Frederick Merrick was an American clergyman and educator.
Background
Frederick Merrick was born on January 29, 1810, on the ancestral farm in Wilbraham, Massachusetts. His father, Noah, a first cousin of Pliny Merrick was in the fifth generation from Thomas Merrick who came to Massachusetts from Wales in 1636, settling first in Roxbury and then in Springfield; his mother was Statira Hays, of Hartford, Connecticut. His parents were pious Congregationalists, his grandfather having been a minister of that communion, but the novelty and vitality of the Methodist meetings attracted the boy, who was of an introspective turn.
Education
From his fifteenth year, Merrick worked as a clerk in a store in Springfield, Massachusetts, becoming a partner before he was twenty. In 1829, after a joyous and transforming spiritual experience, he joined the Methodist Society. Feeling called to be a minister, he attended the Wesleyan Academy in Wilbraham and entered Wesleyan University at Middletown, Connecticut.
Career
In 1834, Merrick left college to teach in Amenia Seminary, in New York, a Methodist secondary school of which he was principal until 1838, when he was elected professor of natural science in Ohio University at Athens. At Athens he achieved marked influence and popularity and was much sought as a teacher by the Methodist colleges springing up in what was then the West. In 1841 he joined Ohio Conference on trial and in 1842-43 was pastor at Marietta. He was ordained elder in 1843. The churches of the state had embarked on the ambitious enterprise of founding a college at Delaware, and in that year Merrick became one of its financial agents. The Ohio Wesleyan University then consisted of a sulphur spring and the buildings and grounds of a bankrupt sanitarium, without faculty, students, or endowment. The college opened its doors in 1844 and in 1845 he began to teach natural science there, later (1851) transferring to the chair of moral philosophy. For a brief period he was acting president, and for forty years he was an auditor, financial watchdog, and emergency man in several crises. One of his critical decisions was called for in 1845 when he was asked to lead a Methodist Mission in China, an offer which he did not decline without a struggle. In 1860, 1864, and 1876 he was a delegate to the General Conference of his denomination, and at the centennial conference at Baltimore in 1884, which commemorated the founding of the Methodist Episcopal Church, he gave the closing message. He lectured frequently and his only published volume, Formalism in Religion (1865), is a series of lectures. He died at Delaware, Ohio, at the age of eighty-four.
Achievements
Views
Although Merrick was zealous to build up the University in buildings and funds, his first care was the character and religious life of its students, and his precept and example made the school a prolific mother of ministers and missionaries. He was a vigorous advocate of total abstinence and a militant foe of the liquor traffic. He opposed slavery and helped to operate the "underground railway. "
Personality
Merrick's diary reveals him as a man of intense devotion, who sought divine guidance through prayer for every action, great or small. Though he preached on many occasions, he lacked the greater gifts of pulpit eloquence. He had a singularly serene and steady habit of mind, based on a supreme faith in a loving and wise providence, and in his later years, he came to enjoy in the college community a unique reputation for saintliness.
Connections
Frederick Merrick married, in 1836, Sarah Fidelia Griswold of Suffolk, Connecticut.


* [EXERCISE DESCRIPTION] Retype the data below exactly; skip every image.
*** Opening INFORMATION PROVIDED ***
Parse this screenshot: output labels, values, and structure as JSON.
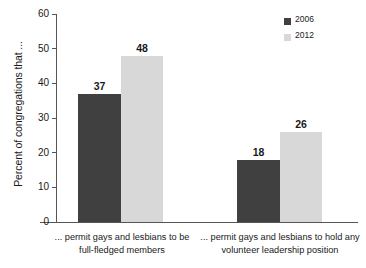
{
  "chart_data": {
    "type": "bar",
    "title": "",
    "xlabel": "",
    "ylabel": "Percent of congregations that ...",
    "ylim": [
      0,
      60
    ],
    "yticks": [
      0,
      10,
      20,
      30,
      40,
      50,
      60
    ],
    "ytick_labels": [
      "0",
      "10",
      "20",
      "30",
      "40",
      "50",
      "60"
    ],
    "grid": false,
    "legend_position": "top-right",
    "categories": [
      "... permit gays and lesbians to be full-fledged members",
      "... permit gays and lesbians to hold any volunteer leadership position"
    ],
    "category_lines": [
      [
        "... permit gays and lesbians to be",
        "full-fledged members"
      ],
      [
        "... permit gays and lesbians to hold any",
        "volunteer leadership position"
      ]
    ],
    "series": [
      {
        "name": "2006",
        "color": "#404040",
        "values": [
          37,
          18
        ],
        "value_labels": [
          "37",
          "18"
        ]
      },
      {
        "name": "2012",
        "color": "#d8d8d8",
        "values": [
          48,
          26
        ],
        "value_labels": [
          "48",
          "26"
        ]
      }
    ]
  },
  "legend": {
    "items": [
      {
        "label": "2006",
        "color": "#404040"
      },
      {
        "label": "2012",
        "color": "#d8d8d8"
      }
    ]
  },
  "axis": {
    "y_title": "Percent of congregations that ...",
    "ticks": [
      "60",
      "50",
      "40",
      "30",
      "20",
      "10",
      "0"
    ]
  },
  "colors": {
    "series_2006": "#404040",
    "series_2012": "#d8d8d8",
    "axis": "#555555",
    "text": "#1a1a1a",
    "background": "#ffffff"
  }
}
*** Closing INFORMATION PROVIDED ***
* [EXERCISE OUTPUT]
Parse this screenshot: output labels, values, and structure as JSON.
{
  "chart_data": {
    "type": "bar",
    "title": "",
    "xlabel": "",
    "ylabel": "Percent of congregations that ...",
    "ylim": [
      0,
      60
    ],
    "yticks": [
      0,
      10,
      20,
      30,
      40,
      50,
      60
    ],
    "ytick_labels": [
      "0",
      "10",
      "20",
      "30",
      "40",
      "50",
      "60"
    ],
    "grid": false,
    "legend_position": "top-right",
    "categories": [
      "... permit gays and lesbians to be full-fledged members",
      "... permit gays and lesbians to hold any volunteer leadership position"
    ],
    "category_lines": [
      [
        "... permit gays and lesbians to be",
        "full-fledged members"
      ],
      [
        "... permit gays and lesbians to hold any",
        "volunteer leadership position"
      ]
    ],
    "series": [
      {
        "name": "2006",
        "color": "#404040",
        "values": [
          37,
          18
        ],
        "value_labels": [
          "37",
          "18"
        ]
      },
      {
        "name": "2012",
        "color": "#d8d8d8",
        "values": [
          48,
          26
        ],
        "value_labels": [
          "48",
          "26"
        ]
      }
    ]
  },
  "legend": {
    "items": [
      {
        "label": "2006",
        "color": "#404040"
      },
      {
        "label": "2012",
        "color": "#d8d8d8"
      }
    ]
  },
  "axis": {
    "y_title": "Percent of congregations that ...",
    "ticks": [
      "60",
      "50",
      "40",
      "30",
      "20",
      "10",
      "0"
    ]
  },
  "colors": {
    "series_2006": "#404040",
    "series_2012": "#d8d8d8",
    "axis": "#555555",
    "text": "#1a1a1a",
    "background": "#ffffff"
  }
}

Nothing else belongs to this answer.